• _Exercise_: Below is a block of records; reproduce all of them exactly and leave out any pictures.

• _Entries provided_:
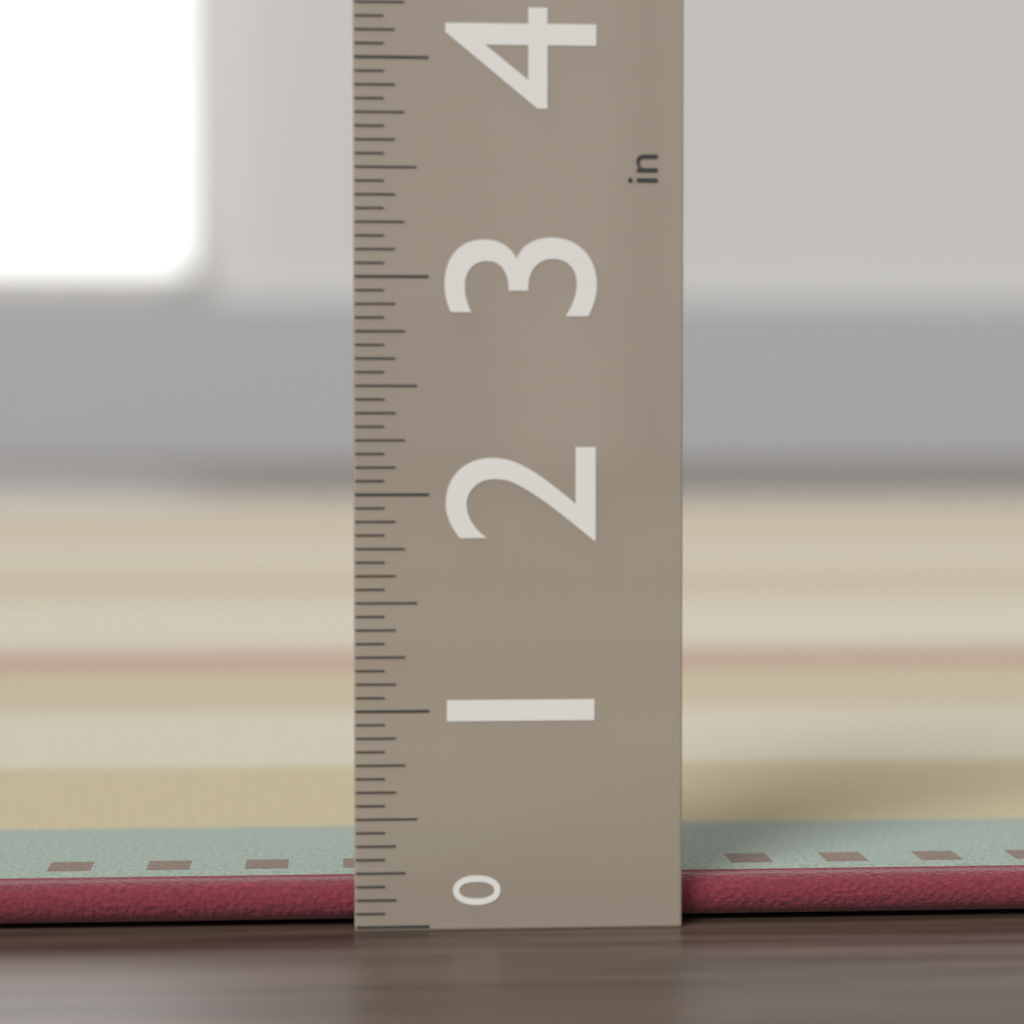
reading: 0.1875 in
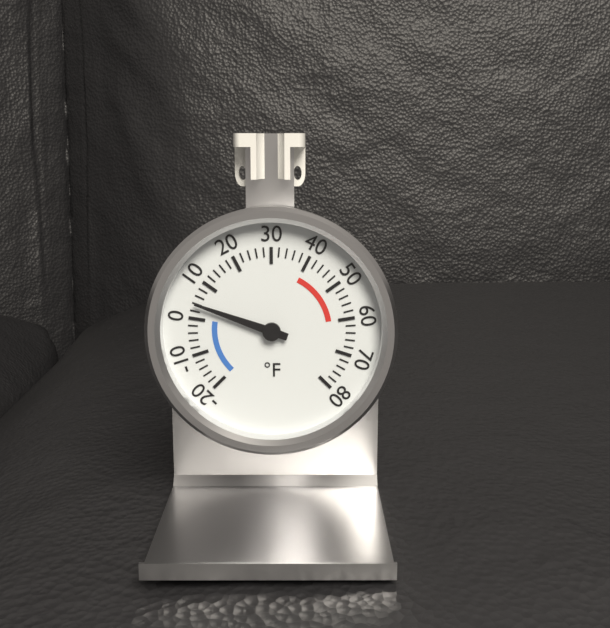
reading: 4 °F
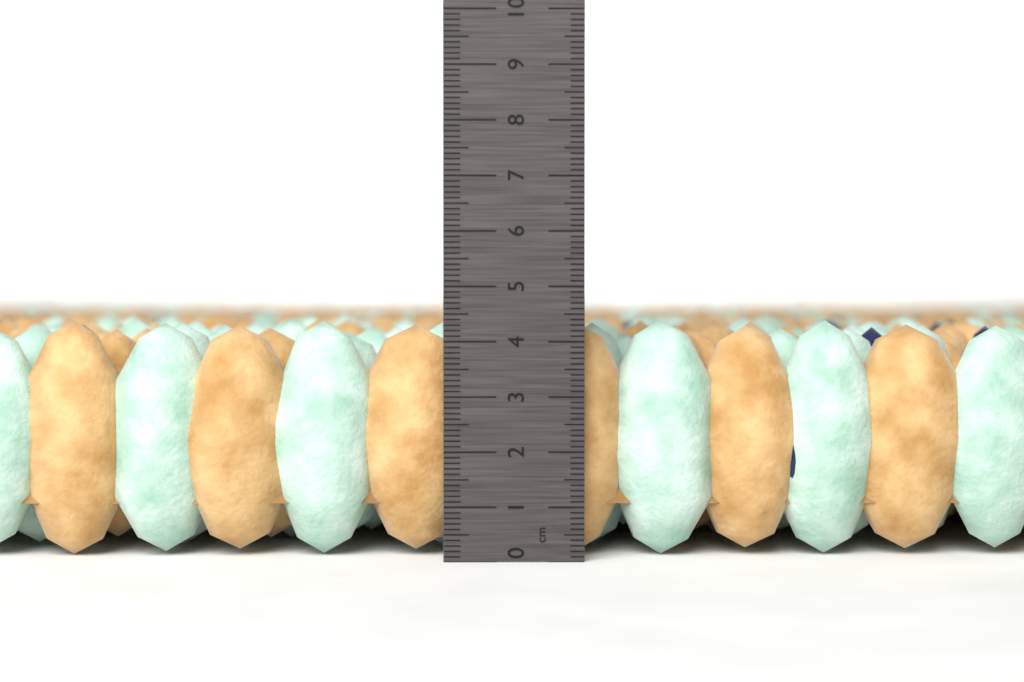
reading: 4.4 cm
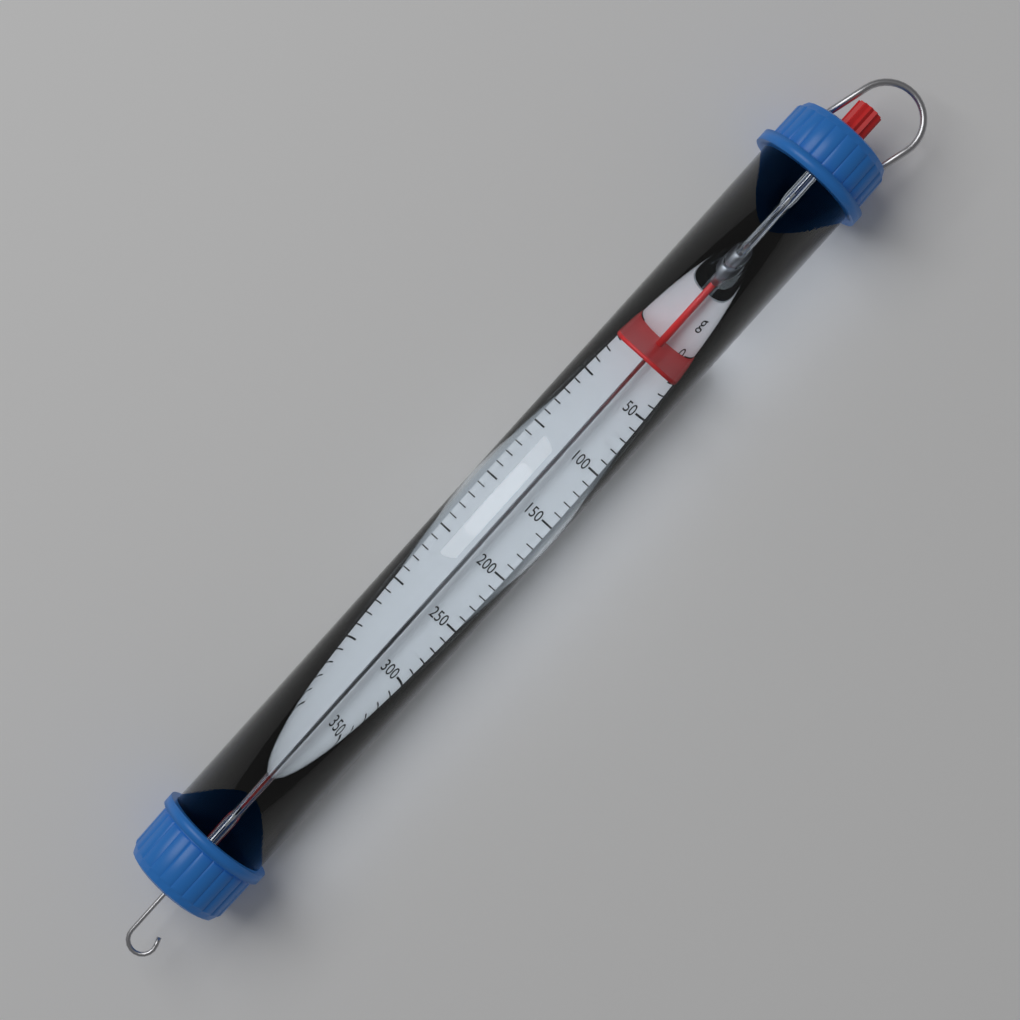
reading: 0 g
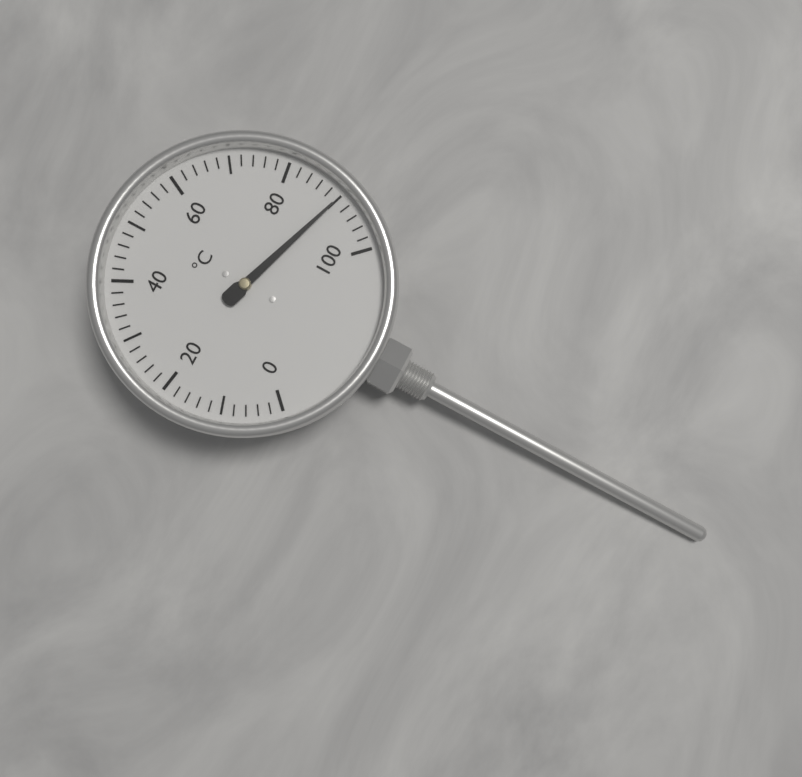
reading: 90 °C
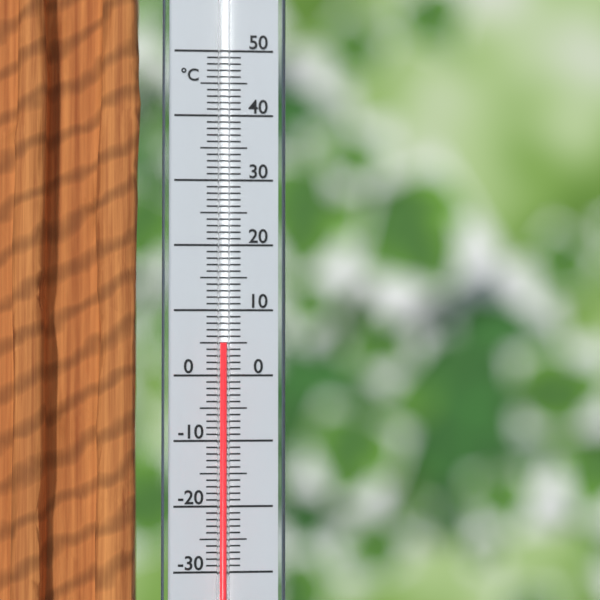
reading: 5 °C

• _Output_:
reading: 0.1875 in
reading: 4 °F
reading: 4.4 cm
reading: 0 g
reading: 90 °C
reading: 5 °C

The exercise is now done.